Thursday, 10 July 2008

Checking your sources:blogs and newspapers

On 9 July the Lib Dem Voice ran a piece by Stephen Tall. The heading was David Davis: a bounder and a braggart.

Stephen was commenting on a piece in the Guardian that quoted Davis as saying: "I’m sorry that Labour and the Liberal Democrats funked it, but we’re still having a good argument and getting the issue raised."

Now this appeared rather odd as Davis had spoken to Nick Clegg about resigning and Clegg had said the Liberal Democrats would not field a candidate against the then Conservative Shadow Home Secretary. Davis never expected the Lib Dems to contest the seat. So why was he now claiming the party had flunked it?

On 10 July Stephen ran a correction and apology. He reported that the Guardian was apologising for the quote. It had got it wrong and Davis had never said it.

Stephen is an excellent blogger. He quickly corrected the mistake once the journalist who wrote the original piece emailed him.

But this episode raises an interesting question. Newspapers are expected to always check their sources before running stories. Of course, they sometimes make mistakes. That is only human. But is there an ethical duty for bloggers to also check what they are reporting on?

Presumably, Stephen trusted the source because it came from a national newspaper. But this incident goes to the heart of what blogs are.

If you see them as personal riffs where bloggers respond to what interests them, whether it is politics, celebrity or their own lives then it is natural for someone to respond quickly and, at times, in anger.

It was clear from the first post that Stephen was annoyed by what David Davis was alleged to have said about the party that Stephen is a member of.

But if you see blogs are part of citizen journalism, as commentary on political news, does the blogger then have to abide by a code of conduct? Should Stephen have merely reported the quote and perhaps called David Davis to check? Are bloggers journalists, diarists or something else? Is this even an issue? Something was written in haste and then corrected when new information became available. How do ethics apply in all this?

I don't ask any of these questions as criticicms of Stephen. I merely use the example to illustrate the issues. And I don't claim to have the answers.

What I do think is that the more popular and influential blogs become, the more important these questions will be and the more necessary it will be to have answers.

4 comments:

Billy Ruffian said...

We wrote a song about David Davis and his by-election it's called "Most Unlikely Civil Liberties Defender of All" and it can be heard here:
http://www.youtube.com/watch?v=KsqYihgo0AI

Stephen Tall said...

Agreed it's an interesting question. Blogs are much more fast-moving than newspapers, and I think a slightly dfferent code applies to the electronic word - which can be revised in real-time - than the printed word - which requires a next day correction and clarification.

In the case of the DD quote, I was careful in my original article to state my source (The Guardian), and to stress that the quote was attributed to DD. This means the reader is in as full possession of the facts as I am, and can judge accordingly.

Likewise, when it came to correcting the piece when it turned out the Grauniad had messed-up, I didn't just ignore it, or add a small correction at the foot of the original piece, or worse still hit delete and pretend nothing had happned - I updated the original story and then posted a new story with a prominent correction and apology.

Hopefully it's precisely through such transparency and accountability that blogs can earn some degree of credibility.

Simon Goldie said...

Stephen

I hope I stressed enough that you handled it exactly the right way.

Simon

Stephen Tall said...

Absolutely :)

It's because it's an interesting question (and article) I wanted to give a proper response.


Exercise objective = Write down exactly what lies from the line containing "detect wheel" to the end of the records, inclusive, and omit the pictures.

Entries supplied =
- - - -

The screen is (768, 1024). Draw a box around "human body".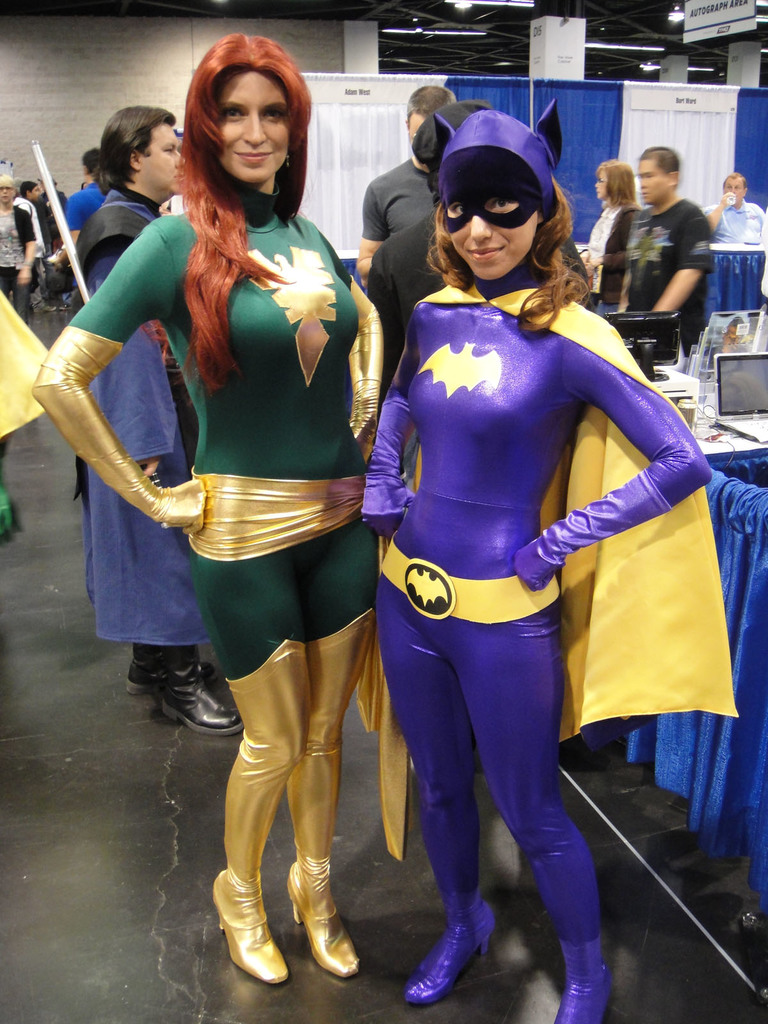
Rect(704, 191, 763, 245).
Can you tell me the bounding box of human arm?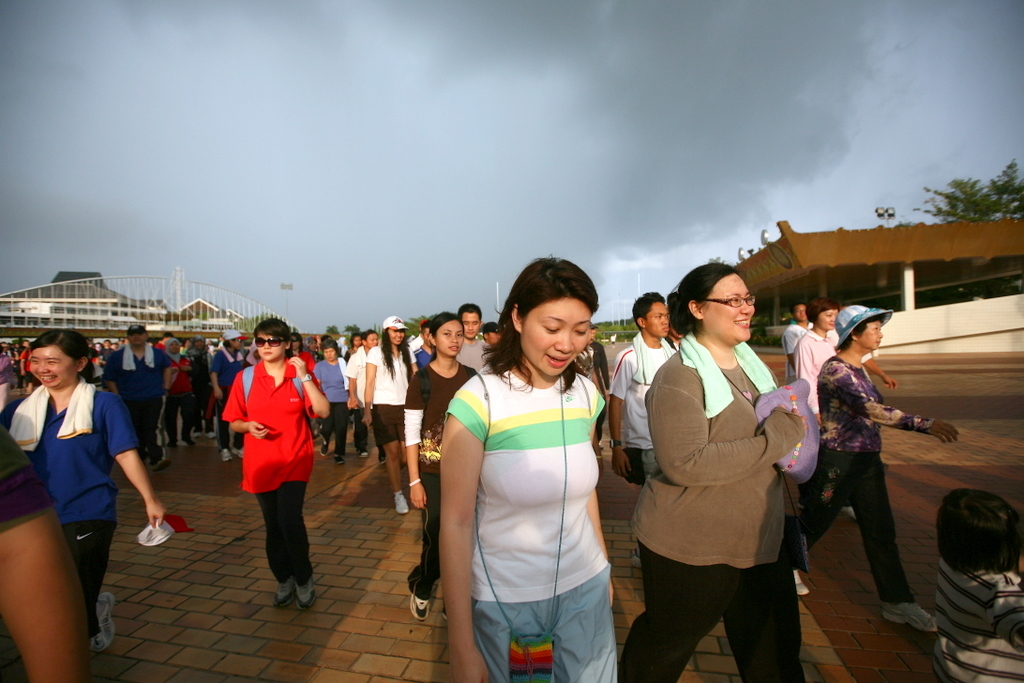
select_region(348, 354, 358, 409).
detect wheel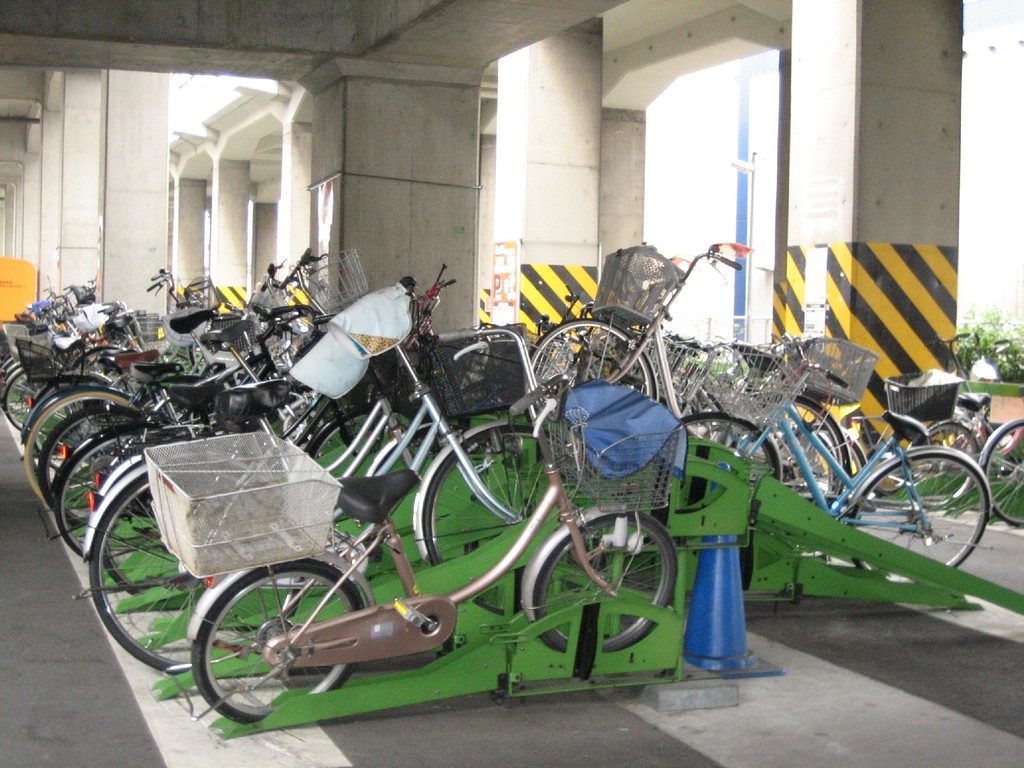
(520,509,679,654)
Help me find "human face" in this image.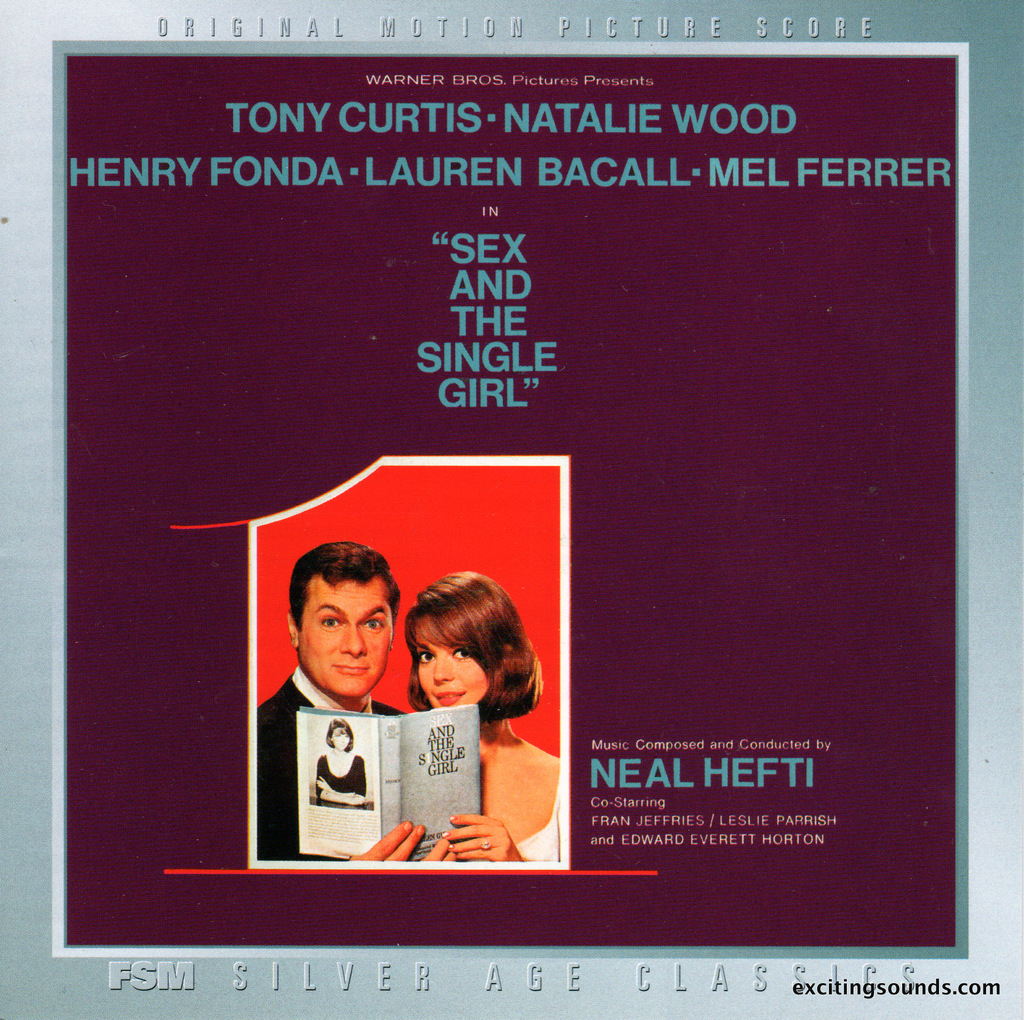
Found it: {"x1": 299, "y1": 583, "x2": 396, "y2": 703}.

- - - -

Answer for this exercise =
detect wheel
(520,509,679,654)
Help me find "human face" in this image.
Found it: {"x1": 299, "y1": 583, "x2": 396, "y2": 703}.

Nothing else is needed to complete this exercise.